Reproduce the listing that follows, line for line.

-------

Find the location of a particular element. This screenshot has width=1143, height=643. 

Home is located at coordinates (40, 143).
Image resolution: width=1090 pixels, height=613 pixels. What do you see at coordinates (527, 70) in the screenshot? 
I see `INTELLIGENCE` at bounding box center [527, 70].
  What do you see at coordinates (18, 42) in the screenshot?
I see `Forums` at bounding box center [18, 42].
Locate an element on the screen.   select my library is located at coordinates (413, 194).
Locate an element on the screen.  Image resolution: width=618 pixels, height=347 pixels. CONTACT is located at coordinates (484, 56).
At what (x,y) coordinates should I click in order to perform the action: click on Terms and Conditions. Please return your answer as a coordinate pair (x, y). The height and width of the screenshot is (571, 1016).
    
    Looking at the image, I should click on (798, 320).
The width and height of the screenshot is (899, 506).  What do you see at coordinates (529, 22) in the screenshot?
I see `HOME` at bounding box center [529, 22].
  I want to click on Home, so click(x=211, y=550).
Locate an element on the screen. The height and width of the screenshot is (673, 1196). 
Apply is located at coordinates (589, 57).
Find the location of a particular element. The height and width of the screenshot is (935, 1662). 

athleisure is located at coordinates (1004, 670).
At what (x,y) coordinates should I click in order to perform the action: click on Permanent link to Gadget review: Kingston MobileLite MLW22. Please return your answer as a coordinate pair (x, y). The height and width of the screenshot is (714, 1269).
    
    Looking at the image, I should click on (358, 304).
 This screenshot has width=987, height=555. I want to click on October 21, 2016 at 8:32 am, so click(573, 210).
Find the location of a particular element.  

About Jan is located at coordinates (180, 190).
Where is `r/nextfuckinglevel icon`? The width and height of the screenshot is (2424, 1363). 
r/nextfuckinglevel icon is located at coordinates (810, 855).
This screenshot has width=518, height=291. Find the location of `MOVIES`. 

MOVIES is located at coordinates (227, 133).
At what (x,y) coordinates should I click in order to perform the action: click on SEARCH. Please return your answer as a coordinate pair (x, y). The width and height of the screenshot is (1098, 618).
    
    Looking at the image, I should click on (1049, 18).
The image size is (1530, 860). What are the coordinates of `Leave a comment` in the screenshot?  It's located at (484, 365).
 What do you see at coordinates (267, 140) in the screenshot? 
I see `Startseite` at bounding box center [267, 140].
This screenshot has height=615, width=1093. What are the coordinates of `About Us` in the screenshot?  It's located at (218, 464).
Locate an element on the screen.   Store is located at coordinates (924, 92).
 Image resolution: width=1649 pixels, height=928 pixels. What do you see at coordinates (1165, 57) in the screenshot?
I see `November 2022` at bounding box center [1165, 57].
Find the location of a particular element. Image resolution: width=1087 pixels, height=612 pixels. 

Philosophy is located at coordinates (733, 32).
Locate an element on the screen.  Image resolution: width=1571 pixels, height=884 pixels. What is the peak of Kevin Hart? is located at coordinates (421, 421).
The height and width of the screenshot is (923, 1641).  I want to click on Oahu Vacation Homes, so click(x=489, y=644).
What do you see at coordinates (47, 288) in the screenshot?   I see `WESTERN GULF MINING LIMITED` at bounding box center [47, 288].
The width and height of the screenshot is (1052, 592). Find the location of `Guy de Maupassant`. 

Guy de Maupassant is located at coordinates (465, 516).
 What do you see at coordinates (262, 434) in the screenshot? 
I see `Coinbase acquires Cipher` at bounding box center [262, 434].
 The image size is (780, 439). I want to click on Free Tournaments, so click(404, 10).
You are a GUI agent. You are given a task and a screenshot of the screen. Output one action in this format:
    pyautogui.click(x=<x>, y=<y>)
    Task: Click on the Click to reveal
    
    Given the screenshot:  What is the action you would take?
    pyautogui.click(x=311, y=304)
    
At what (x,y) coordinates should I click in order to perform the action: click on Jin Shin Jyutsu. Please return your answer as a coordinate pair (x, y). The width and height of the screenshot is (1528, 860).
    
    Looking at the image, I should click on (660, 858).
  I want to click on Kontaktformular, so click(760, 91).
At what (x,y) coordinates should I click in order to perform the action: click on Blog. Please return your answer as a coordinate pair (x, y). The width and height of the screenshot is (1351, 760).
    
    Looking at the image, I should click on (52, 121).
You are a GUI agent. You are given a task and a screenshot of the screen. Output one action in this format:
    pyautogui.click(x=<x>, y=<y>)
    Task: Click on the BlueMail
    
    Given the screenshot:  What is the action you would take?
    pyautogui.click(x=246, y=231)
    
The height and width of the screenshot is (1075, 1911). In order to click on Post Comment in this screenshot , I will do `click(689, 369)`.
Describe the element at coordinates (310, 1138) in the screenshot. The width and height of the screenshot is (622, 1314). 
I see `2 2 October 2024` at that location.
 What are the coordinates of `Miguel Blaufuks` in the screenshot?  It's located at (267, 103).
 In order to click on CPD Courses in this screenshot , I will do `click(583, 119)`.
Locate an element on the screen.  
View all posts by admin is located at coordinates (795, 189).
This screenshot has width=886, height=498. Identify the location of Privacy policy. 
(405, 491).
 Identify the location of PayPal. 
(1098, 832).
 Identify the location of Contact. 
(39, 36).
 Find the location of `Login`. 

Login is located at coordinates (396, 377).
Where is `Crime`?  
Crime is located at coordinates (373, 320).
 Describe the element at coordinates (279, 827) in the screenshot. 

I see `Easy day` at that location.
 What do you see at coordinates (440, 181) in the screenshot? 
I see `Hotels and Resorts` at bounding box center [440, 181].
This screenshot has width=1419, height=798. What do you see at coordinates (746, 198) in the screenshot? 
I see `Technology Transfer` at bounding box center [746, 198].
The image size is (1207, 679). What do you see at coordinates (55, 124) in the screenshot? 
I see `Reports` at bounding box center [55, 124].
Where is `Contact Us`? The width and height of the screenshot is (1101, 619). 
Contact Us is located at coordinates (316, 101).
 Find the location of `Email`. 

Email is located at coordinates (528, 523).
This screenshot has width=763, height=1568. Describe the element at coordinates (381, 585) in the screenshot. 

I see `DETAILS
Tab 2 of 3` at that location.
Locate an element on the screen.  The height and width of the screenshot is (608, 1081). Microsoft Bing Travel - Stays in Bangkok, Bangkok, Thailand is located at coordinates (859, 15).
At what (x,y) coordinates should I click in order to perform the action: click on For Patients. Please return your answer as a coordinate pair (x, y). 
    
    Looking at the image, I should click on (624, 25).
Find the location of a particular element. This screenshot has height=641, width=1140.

-------

▶ **Task result**
Find the location of a particular element. This screenshot has width=1143, height=643. 

Home is located at coordinates (40, 143).
Image resolution: width=1090 pixels, height=613 pixels. What do you see at coordinates (527, 70) in the screenshot? 
I see `INTELLIGENCE` at bounding box center [527, 70].
  What do you see at coordinates (18, 42) in the screenshot?
I see `Forums` at bounding box center [18, 42].
Locate an element on the screen.   select my library is located at coordinates (413, 194).
Locate an element on the screen.  Image resolution: width=618 pixels, height=347 pixels. CONTACT is located at coordinates (484, 56).
At what (x,y) coordinates should I click in order to perform the action: click on Terms and Conditions. Please return your answer as a coordinate pair (x, y). The height and width of the screenshot is (571, 1016).
    
    Looking at the image, I should click on (798, 320).
The width and height of the screenshot is (899, 506).  What do you see at coordinates (529, 22) in the screenshot?
I see `HOME` at bounding box center [529, 22].
  I want to click on Home, so click(x=211, y=550).
Locate an element on the screen. The height and width of the screenshot is (673, 1196). 
Apply is located at coordinates (589, 57).
Find the location of a particular element. The height and width of the screenshot is (935, 1662). 

athleisure is located at coordinates (1004, 670).
At what (x,y) coordinates should I click in order to perform the action: click on Permanent link to Gadget review: Kingston MobileLite MLW22. Please return your answer as a coordinate pair (x, y). The height and width of the screenshot is (714, 1269).
    
    Looking at the image, I should click on (358, 304).
 This screenshot has width=987, height=555. I want to click on October 21, 2016 at 8:32 am, so click(573, 210).
Find the location of a particular element.  

About Jan is located at coordinates (180, 190).
Where is `r/nextfuckinglevel icon`? The width and height of the screenshot is (2424, 1363). 
r/nextfuckinglevel icon is located at coordinates (810, 855).
This screenshot has width=518, height=291. Find the location of `MOVIES`. 

MOVIES is located at coordinates (227, 133).
At what (x,y) coordinates should I click in order to perform the action: click on SEARCH. Please return your answer as a coordinate pair (x, y). The width and height of the screenshot is (1098, 618).
    
    Looking at the image, I should click on (1049, 18).
The image size is (1530, 860). What are the coordinates of `Leave a comment` in the screenshot?  It's located at (484, 365).
 What do you see at coordinates (267, 140) in the screenshot? 
I see `Startseite` at bounding box center [267, 140].
This screenshot has height=615, width=1093. What are the coordinates of `About Us` in the screenshot?  It's located at (218, 464).
Locate an element on the screen.   Store is located at coordinates (924, 92).
 Image resolution: width=1649 pixels, height=928 pixels. What do you see at coordinates (1165, 57) in the screenshot?
I see `November 2022` at bounding box center [1165, 57].
Find the location of a particular element. Image resolution: width=1087 pixels, height=612 pixels. 

Philosophy is located at coordinates (733, 32).
Locate an element on the screen.  Image resolution: width=1571 pixels, height=884 pixels. What is the peak of Kevin Hart? is located at coordinates (421, 421).
The height and width of the screenshot is (923, 1641).  I want to click on Oahu Vacation Homes, so click(x=489, y=644).
What do you see at coordinates (47, 288) in the screenshot?   I see `WESTERN GULF MINING LIMITED` at bounding box center [47, 288].
The width and height of the screenshot is (1052, 592). Find the location of `Guy de Maupassant`. 

Guy de Maupassant is located at coordinates (465, 516).
 What do you see at coordinates (262, 434) in the screenshot? 
I see `Coinbase acquires Cipher` at bounding box center [262, 434].
 The image size is (780, 439). I want to click on Free Tournaments, so click(404, 10).
You are a GUI agent. You are given a task and a screenshot of the screen. Output one action in this format:
    pyautogui.click(x=<x>, y=<y>)
    Task: Click on the Click to reveal
    
    Given the screenshot:  What is the action you would take?
    pyautogui.click(x=311, y=304)
    
At what (x,y) coordinates should I click in order to perform the action: click on Jin Shin Jyutsu. Please return your answer as a coordinate pair (x, y). The width and height of the screenshot is (1528, 860).
    
    Looking at the image, I should click on (660, 858).
  I want to click on Kontaktformular, so click(760, 91).
At what (x,y) coordinates should I click in order to perform the action: click on Blog. Please return your answer as a coordinate pair (x, y). The width and height of the screenshot is (1351, 760).
    
    Looking at the image, I should click on (52, 121).
You are a GUI agent. You are given a task and a screenshot of the screen. Output one action in this format:
    pyautogui.click(x=<x>, y=<y>)
    Task: Click on the BlueMail
    
    Given the screenshot:  What is the action you would take?
    pyautogui.click(x=246, y=231)
    
The height and width of the screenshot is (1075, 1911). In order to click on Post Comment in this screenshot , I will do `click(689, 369)`.
Describe the element at coordinates (310, 1138) in the screenshot. The width and height of the screenshot is (622, 1314). 
I see `2 2 October 2024` at that location.
 What are the coordinates of `Miguel Blaufuks` in the screenshot?  It's located at (267, 103).
 In order to click on CPD Courses in this screenshot , I will do `click(583, 119)`.
Locate an element on the screen.  
View all posts by admin is located at coordinates (795, 189).
This screenshot has width=886, height=498. Identify the location of Privacy policy. 
(405, 491).
 Identify the location of PayPal. 
(1098, 832).
 Identify the location of Contact. 
(39, 36).
 Find the location of `Login`. 

Login is located at coordinates (396, 377).
Where is `Crime`?  
Crime is located at coordinates (373, 320).
 Describe the element at coordinates (279, 827) in the screenshot. 

I see `Easy day` at that location.
 What do you see at coordinates (440, 181) in the screenshot? 
I see `Hotels and Resorts` at bounding box center [440, 181].
This screenshot has width=1419, height=798. What do you see at coordinates (746, 198) in the screenshot? 
I see `Technology Transfer` at bounding box center [746, 198].
The image size is (1207, 679). What do you see at coordinates (55, 124) in the screenshot? 
I see `Reports` at bounding box center [55, 124].
Where is `Contact Us`? The width and height of the screenshot is (1101, 619). 
Contact Us is located at coordinates (316, 101).
 Find the location of `Email`. 

Email is located at coordinates (528, 523).
This screenshot has width=763, height=1568. Describe the element at coordinates (381, 585) in the screenshot. 

I see `DETAILS
Tab 2 of 3` at that location.
Locate an element on the screen.  The height and width of the screenshot is (608, 1081). Microsoft Bing Travel - Stays in Bangkok, Bangkok, Thailand is located at coordinates (859, 15).
At what (x,y) coordinates should I click in order to perform the action: click on For Patients. Please return your answer as a coordinate pair (x, y). 
    
    Looking at the image, I should click on (624, 25).
Find the location of a particular element. This screenshot has height=641, width=1140.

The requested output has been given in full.